Mac people: an exhaustive review of Tiger from Ars technica: it’s TMI, baby–too much information. But use the dropdown menu to skip to the “Dashboard” section for screenshots of Tiger’s most relevant feature for me: the widgets feature, called Dashboard. Konfabulator is a cool shareware program, but it had its glitches and burps. I got tired of it and deleted it. It will be fun to run little XML windows in the background. Think “bloglines” where the information you’re gathering is the weather in a favorite city, your beloved’s flight pattern, and so on. (My favorite Konfabulator widget was the werewolf detector: it was a moon, the moon at that moment: full, half, and so on.)
See, I am not a real geek. When it comes to computers, I am shallow. I just like fun stuff and/or greater efficiency. I’m into Widgets.
And revolution, of course. But that’s another blog entry.
April 25th, 2005 — general, politics
Mental-Health Aid Denied to Killer’s School * By THE ASSOCIATED PRESS *
Published: April 22, 2005
WASHINGTON, April 21 (AP) – A missing signature disqualified a
grant proposal for mental health and conflict resolution aid for the
Minnesota school district where a student last month killed seven people,
federal and school officials said Thursday.
Last summer, the Beltrami Area Service Collaborative, which includes the Red
Lake Indian Reservation and three other school districts in the state,
applied for a three-year, $3 million Safe Schools/Healthy Students grant.
The Education Department rejected the application because one of the school
districts had its business manager, rather than its superintendent, sign the
paperwork.
The grant would have paid for services such as mental health, conflict
resolution and substance abuse, said John Pugleasa, the collaborative’s
executive director.
In March, 16-year-old Jeff Weise shot to death a school security guard, five
students and a teacher at Red Lake High School before killing himself.

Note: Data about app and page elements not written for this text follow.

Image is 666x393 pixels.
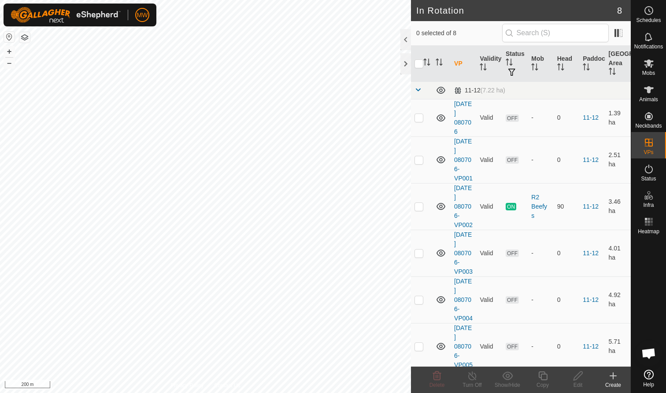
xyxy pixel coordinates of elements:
span: Heatmap [638,229,660,234]
span: Mobs [642,71,655,76]
div: - [531,342,550,352]
th: VP [451,46,476,82]
a: 11-12 [583,156,599,163]
span: Infra [643,203,654,208]
td: 4.92 ha [605,277,631,323]
div: Open chat [636,341,662,367]
a: 11-12 [583,297,599,304]
h2: In Rotation [416,5,617,16]
div: R2 Beefys [531,193,550,221]
div: - [531,249,550,258]
div: - [531,113,550,122]
td: 0 [554,230,579,277]
td: 0 [554,99,579,137]
p-sorticon: Activate to sort [583,65,590,72]
span: Delete [430,382,445,389]
td: 0 [554,277,579,323]
td: 0 [554,323,579,370]
th: Paddock [579,46,605,82]
p-sorticon: Activate to sort [506,60,513,67]
div: - [531,296,550,305]
a: Privacy Policy [171,382,204,390]
span: 0 selected of 8 [416,29,502,38]
a: [DATE] 080706-VP001 [454,138,473,182]
div: - [531,156,550,165]
a: [DATE] 080706-VP003 [454,231,473,275]
span: Schedules [636,18,661,23]
div: Show/Hide [490,382,525,390]
td: 2.51 ha [605,137,631,183]
a: [DATE] 080706 [454,100,472,135]
p-sorticon: Activate to sort [557,65,564,72]
th: [GEOGRAPHIC_DATA] Area [605,46,631,82]
td: Valid [476,183,502,230]
span: Status [641,176,656,182]
span: OFF [506,297,519,304]
a: 11-12 [583,203,599,210]
button: – [4,58,15,68]
button: Map Layers [19,32,30,43]
td: Valid [476,230,502,277]
td: Valid [476,99,502,137]
a: 11-12 [583,343,599,350]
span: Help [643,382,654,388]
td: 4.01 ha [605,230,631,277]
span: OFF [506,115,519,122]
p-sorticon: Activate to sort [609,69,616,76]
a: Help [631,367,666,391]
td: 0 [554,137,579,183]
div: Create [596,382,631,390]
a: Contact Us [214,382,240,390]
td: 5.71 ha [605,323,631,370]
a: 11-12 [583,250,599,257]
th: Mob [528,46,553,82]
a: [DATE] 080706-VP005 [454,325,473,369]
span: Animals [639,97,658,102]
span: MW [137,11,148,20]
span: 8 [617,4,622,17]
div: Copy [525,382,560,390]
div: 11-12 [454,87,505,94]
p-sorticon: Activate to sort [480,65,487,72]
td: 90 [554,183,579,230]
td: 3.46 ha [605,183,631,230]
a: [DATE] 080706-VP004 [454,278,473,322]
span: Neckbands [635,123,662,129]
span: OFF [506,343,519,351]
span: (7.22 ha) [481,87,505,94]
td: Valid [476,277,502,323]
p-sorticon: Activate to sort [423,60,431,67]
td: Valid [476,323,502,370]
span: OFF [506,250,519,257]
input: Search (S) [502,24,609,42]
span: OFF [506,156,519,164]
img: Gallagher Logo [11,7,121,23]
a: [DATE] 080706-VP002 [454,185,473,229]
span: ON [506,203,516,211]
span: VPs [644,150,653,155]
p-sorticon: Activate to sort [436,60,443,67]
th: Status [502,46,528,82]
button: + [4,46,15,57]
span: Notifications [635,44,663,49]
p-sorticon: Activate to sort [531,65,538,72]
td: Valid [476,137,502,183]
div: Edit [560,382,596,390]
td: 1.39 ha [605,99,631,137]
a: 11-12 [583,114,599,121]
th: Head [554,46,579,82]
button: Reset Map [4,32,15,42]
th: Validity [476,46,502,82]
div: Turn Off [455,382,490,390]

Earlier, Mr. Weise killed his grandfather and his grandfather’s girlfriend
at their home.
April 20th, 2005 — general
An interesting story from Inside Higher Ed: three historians are calling for academics to get together and fight David Horowitz’s assault on education. In case you’re not following this, Horowitz is leading a movement to make professors in public institutions present all sides of an issue equally. It might seem like a nice idea. Unfortunately, as most of us can imagine, this is an untenable rule.
To state an obvious example, biology professors will have to present creationism as a reasonable possibility. And in any other field, you will find divisions of thought which inspire strong adherence by opposing factions. Sure, professors should acknowledge the other point of view. And having students consider both sides of an argument can boost their critical thinking and analytical skills.
But forcing professors to present ideas they find flat-out wrong is not good.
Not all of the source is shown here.